At a time when a lot of us are gathering with our families, a new study indicates that a majority of those families are fractured:
Only 46 percent of children in the United States will reach age 17 having grown up in a home with biological parents who are married — a figure that has a significant impact on the nation’s graduation, poverty and teenage birth rates, according to a new report, reports Baptist Press.
“We have never faced anything like this in human history,” said the Family Research Council’s Pat Fagan, one of the co-authors of the study.
Compiled by Fagan and psychologist Nicholas Zill and released by the Family Research Council’s Marriage & Religion Research Institute, the data shows that:
— The intact family rate is highest in the Northeast (49.6 percent) and lowest in the South (41.8)
— Minnesota (57) and Utah (56.5) have the highest intact family rate among all 50 states, with Mississippi (34 percent) the lowest.

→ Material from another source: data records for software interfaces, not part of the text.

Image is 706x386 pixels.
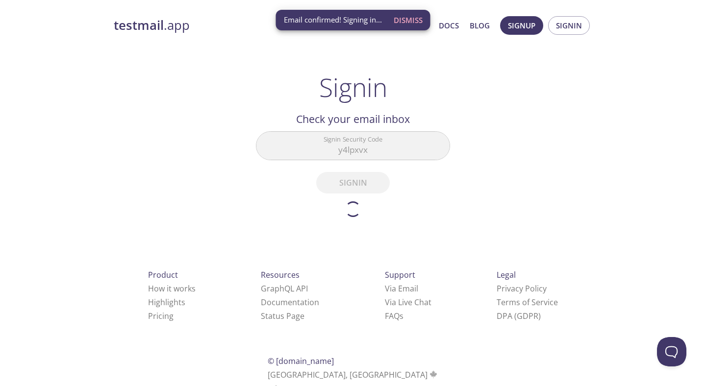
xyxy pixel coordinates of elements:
a: How it works [148,283,196,294]
span: Dismiss [394,14,423,26]
a: Status Page [261,311,305,322]
iframe: Help Scout Beacon - Open [657,337,687,367]
button: Dismiss [390,11,427,29]
span: © [DOMAIN_NAME] [268,356,334,367]
a: Via Email [385,283,418,294]
a: DPA (GDPR) [497,311,541,322]
span: Resources [261,270,300,281]
a: Via Live Chat [385,297,432,308]
span: Email confirmed! Signing in... [284,15,382,25]
a: Pricing [148,311,174,322]
button: Signin [548,16,590,35]
span: Legal [497,270,516,281]
a: Terms of Service [497,297,558,308]
a: Privacy Policy [497,283,547,294]
strong: testmail [114,17,164,34]
a: Documentation [261,297,319,308]
span: Support [385,270,415,281]
a: GraphQL API [261,283,308,294]
span: Product [148,270,178,281]
h1: Signin [319,73,387,102]
a: Highlights [148,297,185,308]
span: Signin [556,19,582,32]
span: [GEOGRAPHIC_DATA], [GEOGRAPHIC_DATA] [268,370,439,381]
a: testmail.app [114,17,344,34]
span: s [400,311,404,322]
a: Blog [470,19,490,32]
span: Signup [508,19,536,32]
a: Docs [439,19,459,32]
h2: Check your email inbox [256,111,450,128]
button: Signup [500,16,543,35]
a: FAQ [385,311,404,322]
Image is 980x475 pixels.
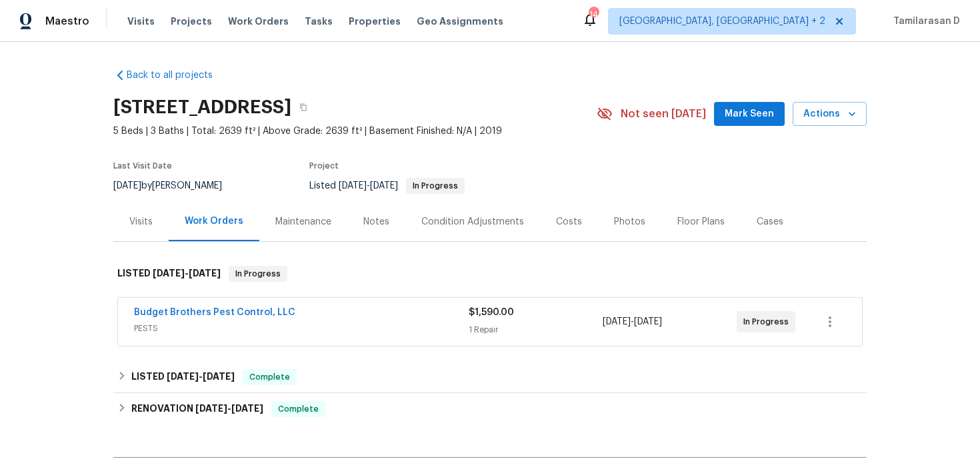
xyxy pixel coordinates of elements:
[171,15,212,28] span: Projects
[134,308,295,317] a: Budget Brothers Pest Control, LLC
[113,162,172,170] span: Last Visit Date
[310,162,339,170] span: Project
[339,181,398,190] span: -
[113,100,292,114] h2: [STREET_ADDRESS]
[339,181,366,190] span: [DATE]
[130,215,153,229] div: Visits
[634,317,662,327] span: [DATE]
[275,215,331,229] div: Maintenance
[203,372,235,381] span: [DATE]
[620,107,706,121] span: Not seen [DATE]
[153,268,185,278] span: [DATE]
[153,268,221,278] span: -
[232,404,263,413] span: [DATE]
[131,401,263,417] h6: RENOVATION
[131,370,235,385] h6: LISTED
[678,215,725,229] div: Floor Plans
[113,361,867,393] div: LISTED [DATE]-[DATE]Complete
[725,106,774,123] span: Mark Seen
[166,372,199,381] span: [DATE]
[793,102,867,127] button: Actions
[113,124,596,138] span: 5 Beds | 3 Baths | Total: 2639 ft² | Above Grade: 2639 ft² | Basement Finished: N/A | 2019
[714,102,785,127] button: Mark Seen
[417,15,504,28] span: Geo Assignments
[113,177,238,194] div: by [PERSON_NAME]
[310,181,465,190] span: Listed
[244,370,295,384] span: Complete
[469,308,514,317] span: $1,590.00
[469,323,602,336] div: 1 Repair
[803,106,856,123] span: Actions
[743,316,795,328] span: In Progress
[127,15,154,28] span: Visits
[118,266,221,282] h6: LISTED
[757,215,783,229] div: Cases
[113,253,867,295] div: LISTED [DATE]-[DATE]In Progress
[185,214,244,228] div: Work Orders
[189,268,221,278] span: [DATE]
[620,15,826,28] span: [GEOGRAPHIC_DATA], [GEOGRAPHIC_DATA] + 2
[113,181,142,190] span: [DATE]
[888,15,960,28] span: Tamilarasan D
[113,393,867,425] div: RENOVATION [DATE]-[DATE]Complete
[348,15,401,28] span: Properties
[113,69,241,82] a: Back to all projects
[292,95,316,119] button: Copy Address
[589,8,598,21] div: 14
[166,372,235,381] span: -
[196,404,227,413] span: [DATE]
[196,404,263,413] span: -
[305,16,333,26] span: Tasks
[370,181,398,190] span: [DATE]
[364,215,390,229] div: Notes
[614,215,645,229] div: Photos
[408,182,463,189] span: In Progress
[230,268,286,280] span: In Progress
[228,15,288,28] span: Work Orders
[45,15,89,28] span: Maestro
[273,402,324,416] span: Complete
[602,317,631,327] span: [DATE]
[421,215,524,229] div: Condition Adjustments
[134,322,469,335] span: PESTS
[556,215,582,229] div: Costs
[602,316,662,328] span: -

— Asians (65.8) have the highest rate among ethnic and racial classes, blacks (16.7) the lowest.
The authors call their report the index of family belonging, and they say there is a direct correlation between a low “family belonging” rate, and high poverty and low graduation rates.
UPDATE: A reader sent me the following e-mail, which offers another perspective, along with a response to some comments:
1) The Family Research Council is NOT an unbiased organization, and their data is not peer-reviewed. Their data shouldn’t be trusted, and isn’t taken as credible in most contexts. The group’s existence and funding rest on trotting out such data on a regular basis. (Note – they don’t cite the study that points out that children of lesbian couples tend to fare best overall: http://www.foxnews.com/story/0,2933,594090,00.html – are they overlooking that conclusion?)
2) Which came first, the stigmatization, or the suffering? If we all treated every family we meet as a Holy Family, asking how to help rather than judging based on family composition, would outcomes be different?
My own subjectivity – I’m one of those ghastly “single parents”. My parochial-school educated son is taking online math through [a university] because he’s blown through his school’s curriculum, and then some. Suggestions that he “can hardly compete with those who have the advantage of two involved parents” simply strain credulity. If I weren’t in a charitable mood, I’d find that assertion infuriating. Instead, I think it’s just silly and untrue. But to the extent he is successful, it’s no thanks to sanctimonious “Christian” attitudes like those expressed here tonight.
The difference? Privilege, to be sure – and yes, social and spiritual support. We’ve experienced nothing but love and acceptance from our family, our parish, his schools, our friends. We single parents – even Catholic ones – support one another, too, across race, class, and gender lines, because all too often we encounter attitudes like the ones here, which get bonus points for being pious, but no, won’t ever “get a more positive reception” because you’re simply focusing on the wrong question. Do you really love these families, these kids? Or do you love your stereotypes and piety more?
If we treated every single family we encountered as Holy – regardless of the composition, regardless of whether the kids were initially “wanted” – how might that change our world? Our Church?